Yeah I see in that thread there were some questions around making the query dynamic. The best way to go down that path is start recording a macro, run through all of the steps I gave, then click 'stop recording' and open the macro up in 'edit' mode to see the VBA.
Notice there you will see the date which looks something like this:
With ActiveSheet.QueryTables.Add(Connection:= _
"URL;
http://www.racingpost.com/horses2/re...ome.sd?r_date=2016-01-14"
Wherever the date is located you will want to inject a new date string in the proper format such as:
With ActiveSheet.QueryTables.Add(Connection:= _
"URL;http://www.racingpost.com/horses2/results/home.sd?r_date=" & MyNewDate & ""
MyNewDate could be a string variable assigned from a custom function, a function you create for yourself which contains for example the Date() function (in VBA this returns todays date) minus a parameter that you feed it to subtract x number of days, and the 'x' would best be supplied by a counter inside the loop such as d = d +1. Within the function you would also then build the date string in the proper format.
So this macro would be configured to loop for best results i.e. you have it pull in the data starting from todays date, save it to another sheet or a csv, then increment the date back to yesterday using the custom function described and so on, so you keep going back one day until you have a year's worth of data or whatever you need. Put a timer in there to wait if you do this so you don't kill the server with a ton of requests all at once, maybe wait 10 seconds in-between asking for each day.
In my experience scraping a third-party site like this is something I would only look at as a way to get a quick archive of historical data for research purposes and not much more. That is, I wouldn't recommend putting all kinds of time into coding around scraping a third-party site on a daily basis for a long-term solution. Third-party sites eventually change the format of their web pages and suddenly everything will stop working for you even if it shifts just one cell over, the data you pulled into cell C20 today could be in G28 tomorrow, which requires modding all of the code you're using to 'handle' data in various ways. So it's not a good sustainable solution.
Following the research if you want something sustainable then I would look at coding for Trackmaster's (or another major providers) csv result charts, which aren't going to be free but the format will remain stable.
I think it's really unfortunate people have to resort to scraping in the first place. Racing should hand out a database with a years worth of data for research purposes. We have all of these people looking at fantasy sports, many would love to take a look at this sport in a serious way. I don't expect a 'current' db to be handed out every day unless people are paying for it. However all of the data from 2013 to 2014 let's say should be freely available IMO.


*WHAT IS NEEDED*
The entries must be restated exactly as written.

*INFORMATION SHOWN*
'''
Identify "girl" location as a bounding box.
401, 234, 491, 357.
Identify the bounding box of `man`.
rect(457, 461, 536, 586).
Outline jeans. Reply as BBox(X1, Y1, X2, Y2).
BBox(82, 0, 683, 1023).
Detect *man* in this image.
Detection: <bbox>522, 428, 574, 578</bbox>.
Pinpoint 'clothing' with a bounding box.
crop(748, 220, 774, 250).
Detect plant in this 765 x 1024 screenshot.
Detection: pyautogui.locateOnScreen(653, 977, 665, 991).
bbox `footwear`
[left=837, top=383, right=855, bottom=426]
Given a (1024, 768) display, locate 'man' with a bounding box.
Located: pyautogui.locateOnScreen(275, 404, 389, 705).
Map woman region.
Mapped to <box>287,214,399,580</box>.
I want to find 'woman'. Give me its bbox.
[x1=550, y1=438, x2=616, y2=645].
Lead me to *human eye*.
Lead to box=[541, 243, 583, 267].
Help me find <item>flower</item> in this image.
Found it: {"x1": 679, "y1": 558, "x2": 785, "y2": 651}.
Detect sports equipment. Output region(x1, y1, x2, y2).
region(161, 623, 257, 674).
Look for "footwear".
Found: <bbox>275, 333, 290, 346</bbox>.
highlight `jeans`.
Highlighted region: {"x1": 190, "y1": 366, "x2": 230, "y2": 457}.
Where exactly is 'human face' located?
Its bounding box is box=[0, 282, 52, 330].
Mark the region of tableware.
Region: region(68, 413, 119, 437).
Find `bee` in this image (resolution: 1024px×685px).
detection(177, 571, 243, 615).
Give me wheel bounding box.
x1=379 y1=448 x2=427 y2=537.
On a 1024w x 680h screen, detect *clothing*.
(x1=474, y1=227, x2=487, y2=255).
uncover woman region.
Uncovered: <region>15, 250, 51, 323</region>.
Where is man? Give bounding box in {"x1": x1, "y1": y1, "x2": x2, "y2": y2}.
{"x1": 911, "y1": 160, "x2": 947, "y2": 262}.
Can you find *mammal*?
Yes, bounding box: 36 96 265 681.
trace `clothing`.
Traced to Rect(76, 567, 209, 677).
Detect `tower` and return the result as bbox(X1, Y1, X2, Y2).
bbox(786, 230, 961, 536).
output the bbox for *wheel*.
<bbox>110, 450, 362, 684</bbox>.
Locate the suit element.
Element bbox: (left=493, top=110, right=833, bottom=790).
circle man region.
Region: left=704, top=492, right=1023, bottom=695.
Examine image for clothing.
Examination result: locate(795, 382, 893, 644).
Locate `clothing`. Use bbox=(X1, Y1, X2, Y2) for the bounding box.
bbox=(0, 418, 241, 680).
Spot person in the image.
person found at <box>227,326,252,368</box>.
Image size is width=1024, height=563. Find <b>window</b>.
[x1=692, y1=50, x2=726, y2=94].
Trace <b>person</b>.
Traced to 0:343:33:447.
'''
*REPLY*
Identify "girl" location as a bounding box.
401, 234, 491, 357.
Identify the bounding box of `man`.
rect(457, 461, 536, 586).
Outline jeans. Reply as BBox(X1, Y1, X2, Y2).
BBox(82, 0, 683, 1023).
Detect *man* in this image.
Detection: <bbox>522, 428, 574, 578</bbox>.
Pinpoint 'clothing' with a bounding box.
crop(748, 220, 774, 250).
Detect plant in this 765 x 1024 screenshot.
Detection: pyautogui.locateOnScreen(653, 977, 665, 991).
bbox `footwear`
[left=837, top=383, right=855, bottom=426]
Given a (1024, 768) display, locate 'man' with a bounding box.
Located: pyautogui.locateOnScreen(275, 404, 389, 705).
Map woman region.
Mapped to <box>287,214,399,580</box>.
I want to find 'woman'. Give me its bbox.
[x1=550, y1=438, x2=616, y2=645].
Lead me to *human eye*.
Lead to box=[541, 243, 583, 267].
Help me find <item>flower</item> in this image.
Found it: {"x1": 679, "y1": 558, "x2": 785, "y2": 651}.
Detect sports equipment. Output region(x1, y1, x2, y2).
region(161, 623, 257, 674).
Look for "footwear".
Found: <bbox>275, 333, 290, 346</bbox>.
highlight `jeans`.
Highlighted region: {"x1": 190, "y1": 366, "x2": 230, "y2": 457}.
Where exactly is 'human face' located?
Its bounding box is box=[0, 282, 52, 330].
Mark the region of tableware.
Region: region(68, 413, 119, 437).
Find `bee` in this image (resolution: 1024px×685px).
detection(177, 571, 243, 615).
Give me wheel bounding box.
x1=379 y1=448 x2=427 y2=537.
On a 1024w x 680h screen, detect *clothing*.
(x1=474, y1=227, x2=487, y2=255).
uncover woman region.
Uncovered: <region>15, 250, 51, 323</region>.
Where is man? Give bounding box in {"x1": x1, "y1": y1, "x2": x2, "y2": y2}.
{"x1": 911, "y1": 160, "x2": 947, "y2": 262}.
Can you find *mammal*?
Yes, bounding box: 36 96 265 681.
trace `clothing`.
Traced to Rect(76, 567, 209, 677).
Detect `tower` and return the result as bbox(X1, Y1, X2, Y2).
bbox(786, 230, 961, 536).
output the bbox for *wheel*.
<bbox>110, 450, 362, 684</bbox>.
Locate the suit element.
Element bbox: (left=493, top=110, right=833, bottom=790).
circle man region.
Region: left=704, top=492, right=1023, bottom=695.
Examine image for clothing.
Examination result: locate(795, 382, 893, 644).
Locate `clothing`. Use bbox=(X1, Y1, X2, Y2) for the bounding box.
bbox=(0, 418, 241, 680).
Spot person in the image.
person found at <box>227,326,252,368</box>.
Image size is width=1024, height=563. Find <b>window</b>.
[x1=692, y1=50, x2=726, y2=94].
Trace <b>person</b>.
Traced to 0:343:33:447.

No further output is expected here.